ScienceMay 15, 20265 min read

It Takes 23 Minutes to Recover Focus After One Interruption

UC Irvine researcher Gloria Mark found that a single interruption costs you 23 minutes of deep focus. Here's what that means for your most important work — and how to protect it.

The number that should shock you

In 2008, Gloria Mark, an information scientist at UC Irvine, conducted one of the most cited studies in modern productivity research. She had observers follow office workers throughout their days, tracking every interruption and every context switch.

The finding: after a single interruption, workers took an average of 23 minutes and 15 seconds to return to the original task at the same level of focus.

Not 2 minutes. Not 5 minutes. Twenty-three minutes. Per interruption.

Why recovery takes so long

Deep focus — what Cal Newport calls "deep work" and what cognitive scientists call "flow state" — isn't a switch you flip. It's a state your brain builds incrementally. Getting there requires:

  • Loading relevant context into working memory (what are we trying to solve?)
  • Suppressing competing thoughts and environmental stimuli
  • Activating the specific neural networks relevant to the task
  • Building momentum in a problem space that requires sustained attention

An interruption doesn't just pause this process. It actively disrupts the memory load and reactivates competing stimuli. When you return to the task, your brain has to rebuild that state from a degraded baseline — not continue from where it left off.

The interruption takes 2 minutes. The recovery takes 23.

The attention residue problem

Sophie Leroy at the University of Washington identified a related phenomenon she calls "attention residue." Even after you've physically left an interrupting task, part of your cognitive attention remains on it. You're back at your desk, but a part of your working memory is still processing the Slack message, the email, the question someone asked.

This residue degrades performance on the primary task — response time, error rate, quality of output all suffer. The effect can last longer than the 23-minute average Mark found, particularly when the interrupting task was emotionally engaging or unresolved.

What this means practically

If you do deep work for three hours and field four phone interruptions, you've potentially lost more than an hour and a half to recovery alone — before accounting for the time spent on the interruptions themselves.

This isn't an argument for never being reachable. It's an argument for deliberate batching: check messages at 10am and 3pm, not continuously. Block 90-minute deep work windows before opening any communication tools. Treat deep focus as a physical resource that gets depleted and needs protection, not as a background state that runs regardless.

The 5-second friction solution

One Sec, an app that inserts a brief breathing exercise before you can open any social media app, conducted a study with 220,000 users and found a 67% reduction in social media usage from this single intervention. The interruption source wasn't blocked — it was just made slightly harder to reach.
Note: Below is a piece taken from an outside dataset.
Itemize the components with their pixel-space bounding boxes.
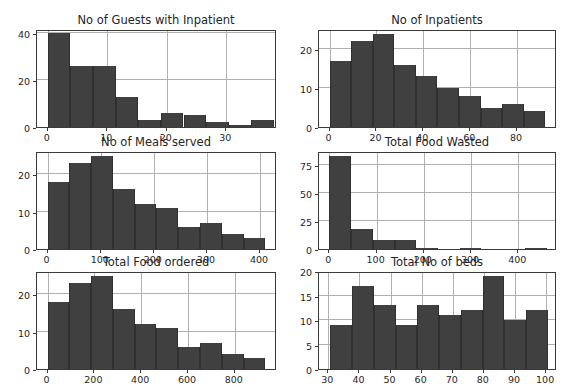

Five seconds of friction cut two-thirds of compulsive opens.

The principle: when your phone is frictionlessly accessible, every notification becomes a potential 23-minute attention tax. When opening an app requires one intentional breath, most of the compulsive opens don't happen — because they weren't intentional to begin with.

How Nimea approaches this

Focus Lock lets you select specific apps and lock them for a chosen window — 2 minutes for a quick deep-work sprint, up to 4 hours for a focused morning. It's not a blocker; it's a commitment device. You set the window when you have clarity, and it holds the decision for when you don't.

When the lock ends, you get a quiet acknowledgement: "you kept your word." No badge parade. No leaderboard. Just a signal that what you decided this morning, you followed through on.

Twenty-three minutes is a lot to spend on one Instagram open. Once you've seen the number, the calculus changes.

Sources: Mark, G., Gudith, D., & Klocke, U. (2008). The cost of interrupted work. CHI 2008 Proceedings. Leroy, S. (2009). Why is it so hard to do my work? Organizational Behavior and Human Decision Processes. One Sec internal study, 2023.